Hilcorp Alaska submitted a proposal to build a 9-acre gravel island off the coast of Alaska in the Beaufort Sea. The artificial island, called the Liberty Project, will serve as a well-pad that will support a drilling rig, pipelines and storage facilities similar to other artificial islands in the area.

2019-2024 Alaska Outer Continental Shelf Oil and Gas Leasing Draft Proposed Program Areas

2019-2024 Alaska Outer Continental Shelf Oil and Gas Leasing Draft Proposed Program Areas (Bureau of Ocean Energy Management)

“We’re announcing approval of the Hilcorp Liberty Project, which if completed, will be the first production facility ever located in federal waters off Alaska,” Interior Secretary Ryan Zinke said in a statement. “American energy dominance is good for the economy, the environment, and our national security.” (RELATED: Trump Is Beginning To Tap Into Those Massive Alaska Oil Stores He Just Opened)

“Responsibly developing our resources, in Alaska especially, will allow us to use our energy diplomatically to aid our allies and check our adversaries,” Zinke added. “That makes America stronger and more influential around the globe.”

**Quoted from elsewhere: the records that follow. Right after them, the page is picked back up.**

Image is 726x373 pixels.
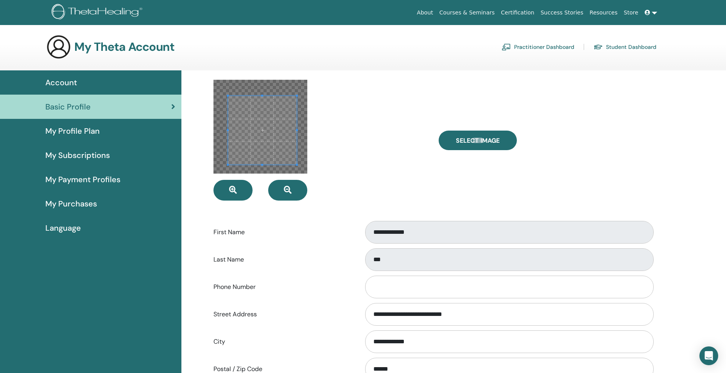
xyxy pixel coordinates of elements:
label: Last Name [207,252,357,267]
span: Language [45,222,81,234]
span: My Payment Profiles [45,173,120,185]
img: logo.png [52,4,145,21]
a: Certification [497,5,537,20]
h3: My Theta Account [74,40,174,54]
img: generic-user-icon.jpg [46,34,71,59]
a: About [413,5,436,20]
a: Practitioner Dashboard [501,41,574,53]
label: First Name [207,225,357,240]
a: Student Dashboard [593,41,656,53]
input: Select Image [472,138,483,143]
span: Select Image [456,136,499,145]
span: Account [45,77,77,88]
a: Resources [586,5,620,20]
label: City [207,334,357,349]
span: My Profile Plan [45,125,100,137]
img: graduation-cap.svg [593,44,602,50]
img: chalkboard-teacher.svg [501,43,511,50]
a: Success Stories [537,5,586,20]
a: Courses & Seminars [436,5,498,20]
span: My Subscriptions [45,149,110,161]
label: Street Address [207,307,357,322]
a: Store [620,5,641,20]
label: Phone Number [207,279,357,294]
div: Open Intercom Messenger [699,346,718,365]
span: My Purchases [45,198,97,209]
span: Basic Profile [45,101,91,113]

Environmentalists have been critical of Trump’s energy policies in Alaska and have singled out the Liberty Project as “a big risk.”

“Giving us Liberty could give us the death of imperiled whales and polar bears. Conditions in the Arctic are brutal, and a major oil spill in this remote location would be impossible to clean up,” Center for Biological Diversity attorney Kristen Monsell said in a statement after the project was proposed. “There are too many things that could go wrong with this project to take such a big risk.”

Former President Barack Obama banned oil and gas drilling in the Beaufort Sea in December 2016. After taking office, President Donald Trump rescinded Obama’s Five-Year-Plan controlling oil and gas leasing in federal waters. Scrapping the plan lifted the Beaufort Sea ban and reopened vast stretches of the Outer Continental Shelf along the coasts of the U.S. to potential oil and gas development.

“Available information indicates that the Beaufort Sea possesses great oil and gas potential,” Bureau of Ocean Energy Management Alaska OCS director James Kendall said in a statement announcing the reversal of the ban.

The Liberty Project represents a goal Alaska’s congressional delegation has shared since Obama took the oil reserves beneath the Beaufort Sea out of play. Alaska’s GOP lawmakers, Sens. Lisa Murkowski and Dan Sullivan as well as Rep. Don Young, have insisted that opening the Beaufort Sea, as well as the Cook Inlet, back up to oil and gas development be a top priority for the Trump administration’s energy policy in Alaska.

“Such a program will maximize agency resources and reflect the areas with the broadest support for development among Alaskans,” the three lawmakers told Zinke in a January letter.